Diversity in Tech: Why Haven't Amazon & Dropbox Released 2015 Transparency Reports Yet?
It's not every day that you see news about something that hasn't happened, but in the case of diversity in Silicon Valley, the fact that Amazon and Dropbox have not issued diversity reports for 2015 is beginning to garner attention.
Amazon and Dropbox both issued workplace diversity reports in 2014, joining a host of Silicon Valley giants in a wave of transparency that year, which led to the technology industry, by and large, admitting it had a problem with diversity.
This year, those companies released updates to their diversity reports, with most showing halting signs of slow progress in increasing the number of underrepresented minorities and women in their workforces. But as IBTimes' Salvador Rodriguez noticed on Tuesday, Amazon and Dropbox are two big names that haven't followed up with a year-on report. Contacted by Rodriguez, both companies said they planned to issue diversity reports for 2015, but both have also shown signs of delaying those releases.
Getting the Full Picture
The deluge of diversity reports issued by Silicon Valley firms in 2014 didn't happen spontaneously. The first spark came from Rev. Jesse Jackson, Jr., who appeared at Hewlett-Packard's shareholder's meeting in May, using it as a platform to call on the entire technology industry to be transparent about diversity, or the lack thereof, in their workplaces.
Days later, Google came clean on the lack of diversity in its workforce, which helped catalyze other Silicon Valley firms, large and small, to do the same. Apple, Facebook, Intel, eBay, Pinterest, and dozens of others would add their own reports in the following months.

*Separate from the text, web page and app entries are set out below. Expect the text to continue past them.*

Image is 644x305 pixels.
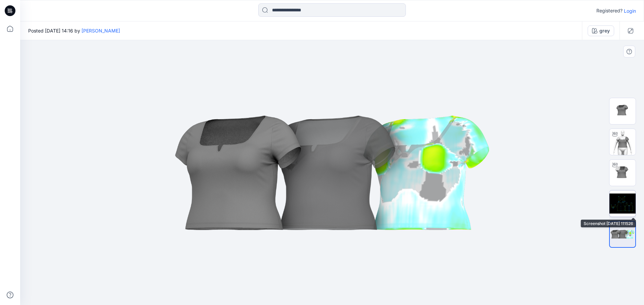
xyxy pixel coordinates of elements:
img: eyJhbGciOiJIUzI1NiIsImtpZCI6IjAiLCJzbHQiOiJzZXMiLCJ0eXAiOiJKV1QifQ.eyJkYXRhIjp7InR5cGUiOiJzdG9yYW... [164,72,500,273]
button: grey [587,25,614,36]
img: All colorways [610,227,635,242]
img: UTG top 2 [610,129,636,155]
a: [PERSON_NAME] [81,28,120,34]
img: UTG top 3 [610,160,636,186]
img: UTG top 1 [610,98,636,124]
p: Login [624,8,636,15]
p: Registered? [596,7,622,15]
span: Posted [DATE] 14:16 by [28,27,120,34]
div: grey [600,27,610,34]
img: Screenshot 2025-09-22 111526 [610,191,636,217]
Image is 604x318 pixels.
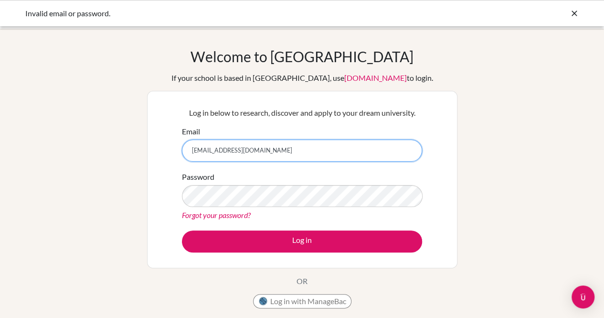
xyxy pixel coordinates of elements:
label: Password [182,171,214,182]
button: Log in with ManageBac [253,294,351,308]
button: Log in [182,230,422,252]
a: Forgot your password? [182,210,251,219]
div: Invalid email or password. [25,8,436,19]
p: Log in below to research, discover and apply to your dream university. [182,107,422,118]
h1: Welcome to [GEOGRAPHIC_DATA] [191,48,413,65]
p: OR [297,275,307,286]
label: Email [182,126,200,137]
a: [DOMAIN_NAME] [344,73,407,82]
div: If your school is based in [GEOGRAPHIC_DATA], use to login. [171,72,433,84]
div: Open Intercom Messenger [572,285,594,308]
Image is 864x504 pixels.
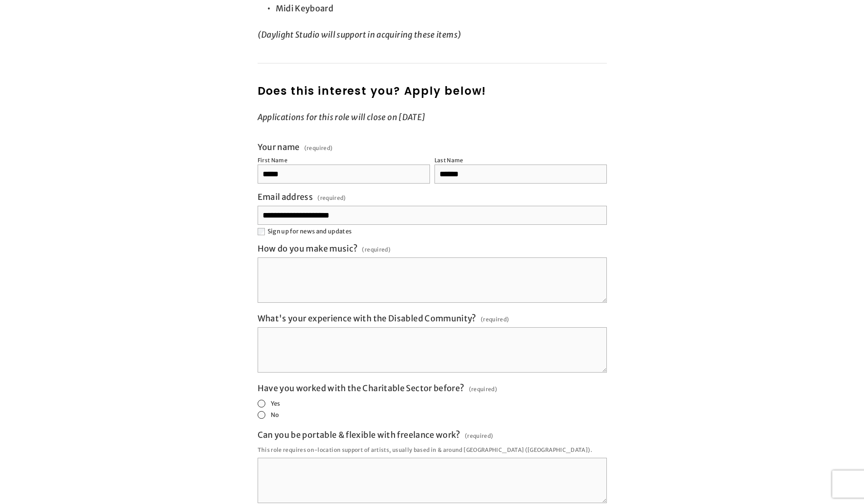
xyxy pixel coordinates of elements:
span: Your name [258,142,300,152]
span: No [271,411,279,419]
h2: Does this interest you? Apply below! [258,83,606,99]
span: What's your experience with the Disabled Community? [258,313,476,323]
span: Can you be portable & flexible with freelance work? [258,430,461,440]
div: Last Name [434,157,463,164]
span: (required) [469,383,497,395]
span: (required) [362,244,390,256]
em: (Daylight Studio will support in acquiring these items) [258,29,462,40]
span: (required) [317,191,346,204]
span: Email address [258,191,313,202]
p: This role requires on-location support of artists, usually based in & around [GEOGRAPHIC_DATA] ([... [258,443,606,455]
span: (required) [465,430,494,442]
span: Sign up for news and updates [268,227,352,235]
span: Have you worked with the Charitable Sector before? [258,383,464,393]
span: Yes [271,400,280,407]
span: (required) [304,145,333,151]
em: Applications for this role will close on [DATE] [258,112,425,122]
span: (required) [480,313,510,325]
span: How do you make music? [258,244,358,254]
input: Sign up for news and updates [258,228,265,235]
div: First Name [258,157,288,164]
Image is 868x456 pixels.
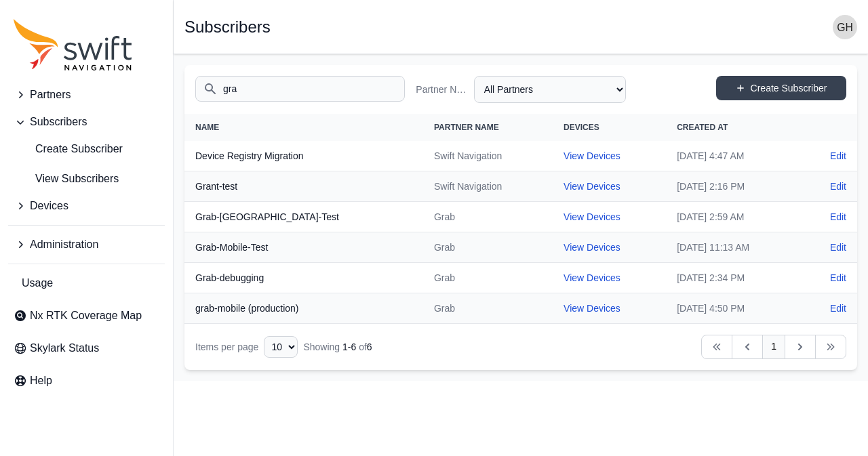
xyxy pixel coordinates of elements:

The full spectrum of transparency from the technology industry was important for the cause of diversity, for the first time giving the public a clear, in-depth picture of how few Blacks, Latinos, and women were employed in Silicon Valley, and how even fewer minorities were represented in decision making positions within those companies.
Reluctant Transparency
While the majority of tech companies volunteered their diversity information, some companies did so rather reluctantly.

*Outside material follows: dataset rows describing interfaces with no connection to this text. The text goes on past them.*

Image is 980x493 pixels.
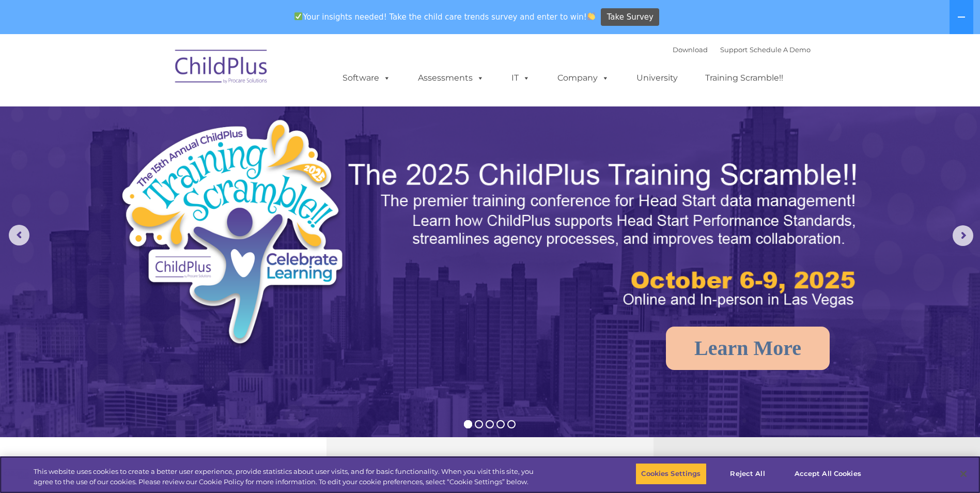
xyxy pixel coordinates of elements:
a: Company [547,68,619,88]
a: Download [673,46,708,54]
a: Training Scramble!! [695,68,794,88]
a: Take Survey [601,9,659,26]
span: Take Survey [607,9,654,26]
a: IT [501,68,540,88]
button: Reject All [715,463,780,485]
span: Phone number [144,110,188,118]
font: | [673,46,811,54]
div: This website uses cookies to create a better user experience, provide statistics about user visit... [33,467,539,487]
a: University [627,68,688,88]
a: Support [720,46,747,54]
img: ✅ [294,12,302,20]
button: Accept All Cookies [789,463,867,485]
a: Schedule A Demo [750,46,811,54]
a: Assessments [408,68,494,88]
img: ChildPlus by Procare Solutions [170,43,273,94]
button: Cookies Settings [636,463,706,485]
a: Learn More [666,327,830,370]
img: 👏 [587,12,595,20]
span: Last name [144,68,175,76]
span: Your insights needed! Take the child care trends survey and enter to win! [290,6,600,27]
a: Software [332,68,401,88]
button: Close [952,462,975,485]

Amazon was one of the companies that released a diversity report, but only after Jackson and his advocacy organization, the Rainbow PUSH Coalition, publically threatened to file a freedom of information act (FOIA) request if the company didn't take action, itself.

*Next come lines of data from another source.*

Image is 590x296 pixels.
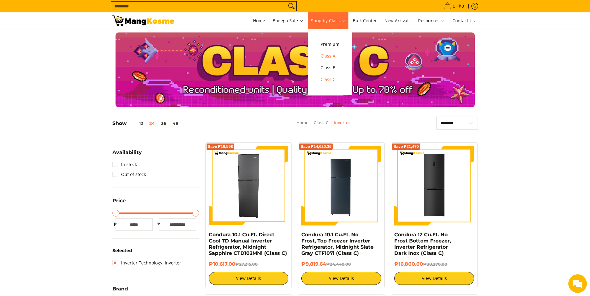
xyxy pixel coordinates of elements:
button: 12 [127,121,146,126]
a: Class A [317,50,342,62]
span: 0 [452,4,456,8]
a: Bodega Sale [269,12,307,29]
a: Shop by Class [308,12,348,29]
span: Save ₱16,598 [208,145,233,149]
span: Inverter [334,119,350,127]
span: ₱ [156,221,162,228]
span: Availability [112,150,142,155]
h6: ₱16,800.00 [394,261,474,267]
button: 36 [158,121,169,126]
a: View Details [394,272,474,285]
h6: ₱9,819.64 [301,261,381,267]
a: Class C [317,74,342,85]
del: ₱27,215.00 [235,262,258,267]
a: Condura 10.1 Cu.Ft. Direct Cool TD Manual Inverter Refrigerator, Midnight Sapphire CTD102MNi (Cla... [209,232,287,256]
a: Contact Us [449,12,478,29]
h5: Show [112,120,181,127]
a: Home [296,120,308,126]
div: Minimize live chat window [102,3,116,18]
textarea: Type your message and click 'Submit' [3,169,118,191]
span: Bodega Sale [272,17,303,25]
span: Class A [320,52,339,60]
div: Leave a message [32,35,104,43]
h6: ₱10,617.00 [209,261,289,267]
span: Premium [320,41,339,48]
a: Home [250,12,268,29]
a: Class C [314,120,328,126]
span: Price [112,198,126,203]
a: Inverter Technology: Inverter [112,258,181,268]
button: 48 [169,121,181,126]
h6: Selected [112,248,199,254]
a: New Arrivals [381,12,414,29]
a: Class B [317,62,342,74]
button: Search [286,2,296,11]
span: Contact Us [452,18,475,24]
span: ₱ [112,221,119,228]
a: Resources [415,12,448,29]
del: ₱24,440.00 [326,262,351,267]
a: View Details [209,272,289,285]
summary: Open [112,287,128,296]
button: 24 [146,121,158,126]
span: Class C [320,76,339,84]
a: Condura 12 Cu.Ft. No Frost Bottom Freezer, Inverter Refrigerator Dark Inox (Class C) [394,232,451,256]
del: ₱38,270.00 [423,262,447,267]
span: Shop by Class [311,17,345,25]
a: Bulk Center [350,12,380,29]
nav: Main Menu [180,12,478,29]
img: Class C Home &amp; Business Appliances: Up to 70% Off l Mang Kosme [112,15,174,26]
a: Out of stock [112,170,146,180]
em: Submit [91,191,112,199]
a: View Details [301,272,381,285]
span: We are offline. Please leave us a message. [13,78,108,141]
img: condura-no-frost-inverter-bottom-freezer-refrigerator-9-cubic-feet-class-c-mang-kosme [394,146,474,226]
span: ₱0 [458,4,465,8]
span: Home [253,18,265,24]
a: In stock [112,160,137,170]
summary: Open [112,150,142,160]
a: Premium [317,38,342,50]
summary: Open [112,198,126,208]
img: Condura 10.1 Cu.Ft. Direct Cool TD Manual Inverter Refrigerator, Midnight Sapphire CTD102MNi (Cla... [209,146,289,226]
span: Save ₱14,620.36 [300,145,331,149]
nav: Breadcrumbs [255,119,392,133]
span: Bulk Center [353,18,377,24]
img: Condura 10.1 Cu.Ft. No Frost, Top Freezer Inverter Refrigerator, Midnight Slate Gray CTF107i (Cla... [301,146,381,226]
a: Condura 10.1 Cu.Ft. No Frost, Top Freezer Inverter Refrigerator, Midnight Slate Gray CTF107i (Cla... [301,232,373,256]
span: New Arrivals [384,18,411,24]
span: Save ₱21,470 [393,145,419,149]
span: Brand [112,287,128,292]
span: Class B [320,64,339,72]
span: • [442,3,466,10]
span: Resources [418,17,445,25]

When Amazon did release its report in early November of last year, as Latin Post previously noted, there were some important omissions amid lots of extraneous materials on just about every socially-conscious initiative or charity Amazon was tangentially involved with -- Amazon product presentation exploited to an almost comic degree -- seemingly meant to soften the blow of its actual diversity statistics.
Not that Amazon was an outlier in its lack of diversity in 2014. Its global workforce, like that of many Silicon Valley companies, was overwhelmingly male, at 63 percent, while its managers were even more likely to be men, at 75 percent. Overall, Latinos made up nine percent of Amazon's workforce, Blacks were at 15 percent, while 60 percent of Amazon were white. Those figures were only more exaggerated towards less diversity when it came to managerial positions.
The overall workforce statistics Amazon reported included employees at lower-skilled positions in its fulfillment warehouses. In fact, nearly 36 percent of labor-related jobs were held by Black and Latino employees, according to a report from The Seattle Times.
Meanwhile, in 2014 Amazon deigned not to include any demographic statistics about the high-skill, higher paying tech jobs at Amazon. But according to figures unearthed by the newspaper from the U.S. Equal Employment Opportunity Commission, only about 13 percent of Amazon's non-laborer workforce was Black, Latino, or another underrepresented ethnicity.
In 2014, Dropbox's diversity report, also released in early November, revealed its workforce was one of those with the fewest women, along with just four percent Latinos and one percent Black representation.
Why the Wait?
The year is now coming to a close. Amazon and Dropbox have delayed the release of their 2015 statistics over a month beyond the timeframe in which they released last year's reports.
Do these companies fear disclosing an unusual lack of progress? It's hard to imagine what could be in those reports that would be noticeably more disappointing than what became the norm this year.
Technology companies that did release the 2015 update to their diversity reports, as a matter of course, reported little progress over the year. Microsoft even took a step back in the overall representation of women at the company. But Microsoft was still transparent about it.
Now Jackson is pushing, again, for transparency. Speaking to IBTimes, Jackson stated, "Dropbox took a step forward last year in releasing their workforce data and should do so again this year."
He later added, "They announced many 'initiatives' to improve diversity and inclusion this year, and if they are working they should be bold in reporting their progress and holding nothing back."
Perhaps they aren't working. In any case, the first step is to see the problem clearly, not to conceal it from the public -- a step most tech companies, including Dropbox and Amazon, took last year, if in varying degrees.
But for now, the two companies appear to be back at step one again. Nevertheless, it's an important move to keep making, because as Jackson put it, "Without transparency there can be no accountability."